Last modified 22 years ago

#189 closed defect (fixed)

error name size and message logging.

Reported by: robert.desonia@… Owned by: Paul Price
Priority: high Milestone:
Component: PSLib SDRS Version: unspecified
Severity: normal Keywords:
Cc:

Description

The SDRS states that the error name "is of the form aaa.bbb.ccc and identifies
the component raising the error." (ref:sec 2.5) Also, the message logging
section (2.4.2) limits the output of the name in the log to be only 15
characters.

If I interpret the aaa.bbb.ccc form to be a specific identifier in the form
lib.subdir.function (e.g., psLib.sysUtils.psLogSetDestination), this makes for
a name in which is much more than 15 characters long. In fact, the lib.subdir
is all that fits in the log message at all.

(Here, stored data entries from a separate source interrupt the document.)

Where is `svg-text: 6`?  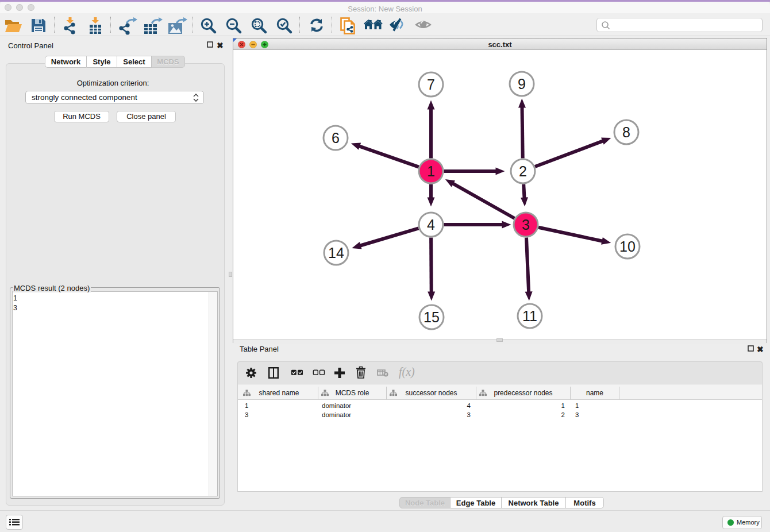
svg-text: 6 is located at coordinates (336, 138).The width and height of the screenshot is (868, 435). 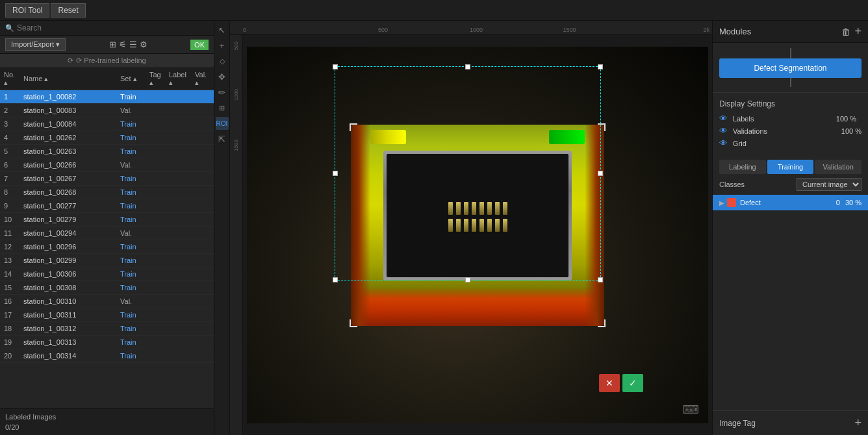 I want to click on roi-tool-button: ROI Tool, so click(x=27, y=10).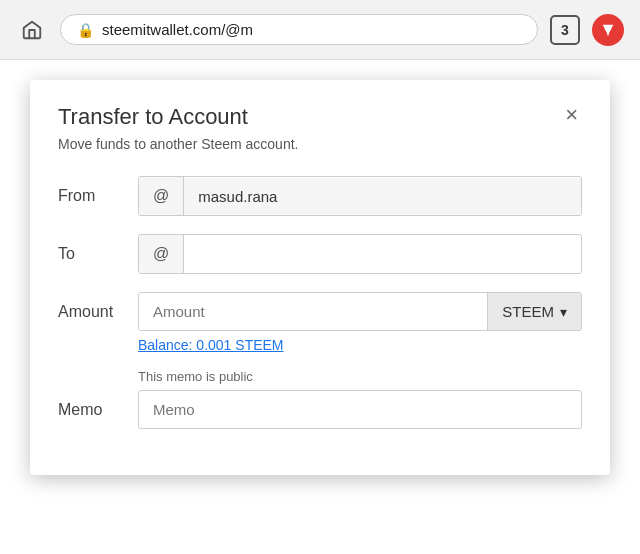  I want to click on chevron-down-icon, so click(564, 312).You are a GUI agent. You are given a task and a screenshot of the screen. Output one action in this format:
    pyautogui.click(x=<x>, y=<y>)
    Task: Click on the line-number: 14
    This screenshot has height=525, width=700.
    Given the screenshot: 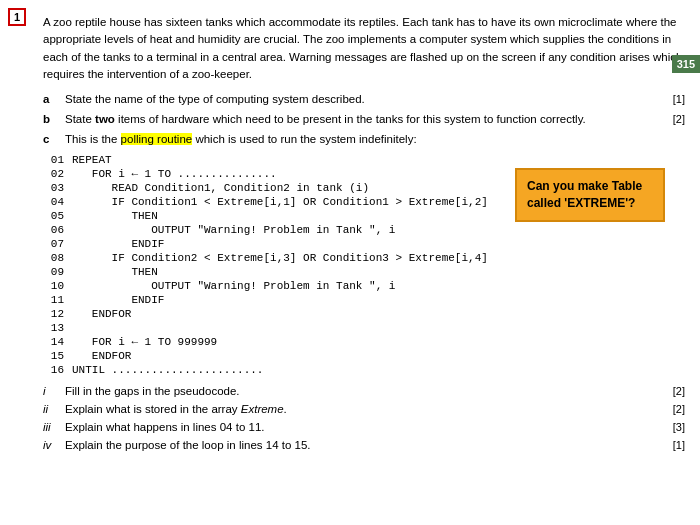 What is the action you would take?
    pyautogui.click(x=56, y=342)
     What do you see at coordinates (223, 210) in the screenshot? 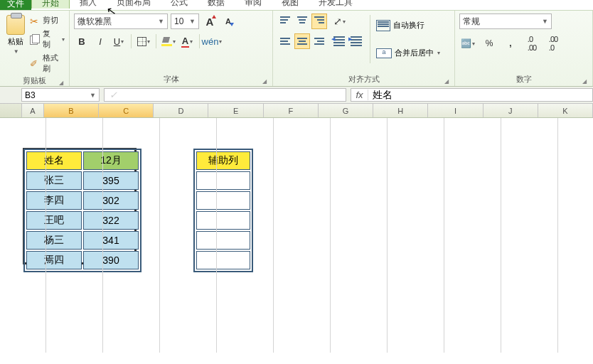
I see `aux-table: 辅助列` at bounding box center [223, 210].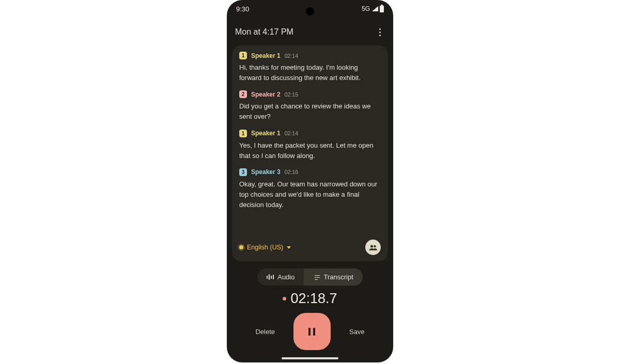  I want to click on action-row: Delete Save, so click(310, 331). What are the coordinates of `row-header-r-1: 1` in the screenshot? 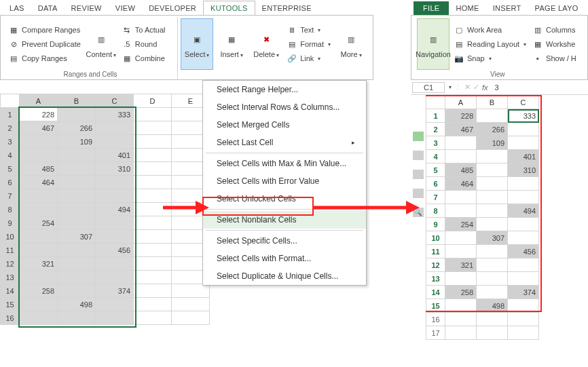 It's located at (436, 116).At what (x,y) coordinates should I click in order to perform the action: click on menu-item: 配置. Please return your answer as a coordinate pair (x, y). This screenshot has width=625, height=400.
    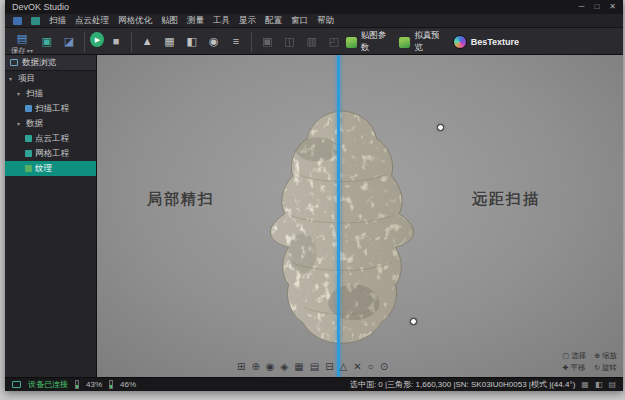
    Looking at the image, I should click on (274, 21).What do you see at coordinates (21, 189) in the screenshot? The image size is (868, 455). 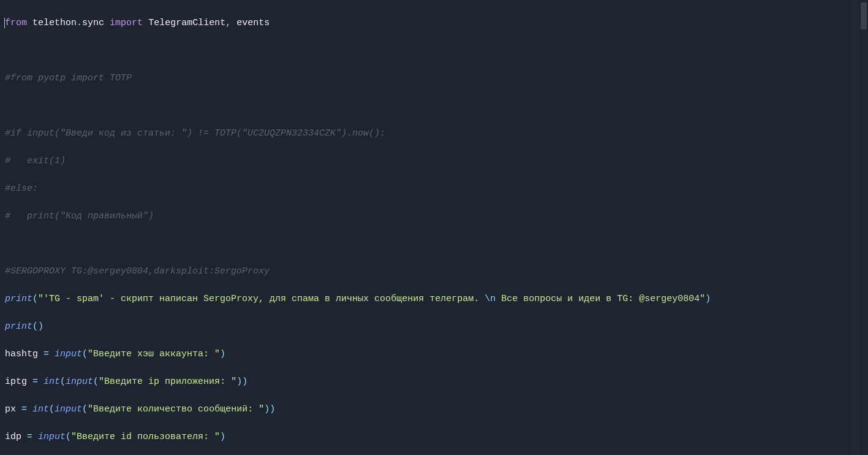 I see `comment: #else:` at bounding box center [21, 189].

I adjusted the log output to
print the last part of the name instead of the first, but I don't know if that
is really desirable either.

We could:

  1. do nothing;


  1. increase the name size in the message log;


  1. reformat the message log to be multiple lines (more like the cvs log

format); and/or

  1. specify a shorter naming convention.



What are your thoughts?

-rdd

Change History (3)

comment:1 by Paul Price, 22 years ago

Resolution: fixed
Status: newclosed

Let's go with option 3. I patched the SDRS (see below). The substance of the
change is that the "name" may take the rest of the line, and the message starts
on the line below, with each line indented by four spaces (i.e., "\n" in the msg
must end up being "\n ").

The output format is controlled with the function:
%
\begin{verbatim}
void psLogSetFormat(const char *fmt);
\end{verbatim}
%
which expects a string consisting of the letters \code{H} (host),
\code{L} (level), \code{M} (message), \code{N} (name), and \code{T}
(time). The default is \code{THLNM}, which produces log messages in
the form:
\begin{verbatim}
YYYY:MM:DD hh:mm:ssZ | hostname | L | name

The message goes here
and is indented by 4 spaces.

\end{verbatim}
where \code{YYYY}, \code{MM}, \code{DD}, \code{hh}, \code{mm}, and
\code{ss} are the year, month (Jan is 01), day of the month, hours
(0--23), minutes, and seconds when the log message was received. Note
that the timestamp is in ISO order, and that the timezone is GMT
(hence the \code{Z}). The \code{hostname} is returned by
\code{gethostname}, \code{L} is a character associated with the level
(\code{A}, \code{E}, \code{W}, and \code{I} for \code{PS_LOG_ABORT},
\code{PS_LOG_ERROR}, \code{PS_LOG_WARN}, and \code{PS_LOG_INFO}
respectively. Other levels are represented numerically (\code{5}
etc.). The other two fields, \code{name} and \code{msg}, are the
arguments to \code{psLogMsg}. The \code{msg} is placed on a new line
(allowing the \code{name} to fill the rest of the previous line),
with each line indented by 4 spaces. An example message is:
%
\begin{verbatim}
2004:02:24 20:14:18Z | alibaba.IfA.Hawaii.Edu | I | example.utils.helloWorld

Hello world,
it's me calling.

\end{verbatim}
%
The possible order of the format entries is fixed and not determined
by the order of the letters used in \code{psLogSetFormat}. Selecting
an output format with fewer than the complete set of 5 entries simply
removes those entries from the output messages.

comment:2 by Paul Price, 22 years ago

Keywords: VERIFIED added

Closing subsequent to release of SDRS-08, ADD-07.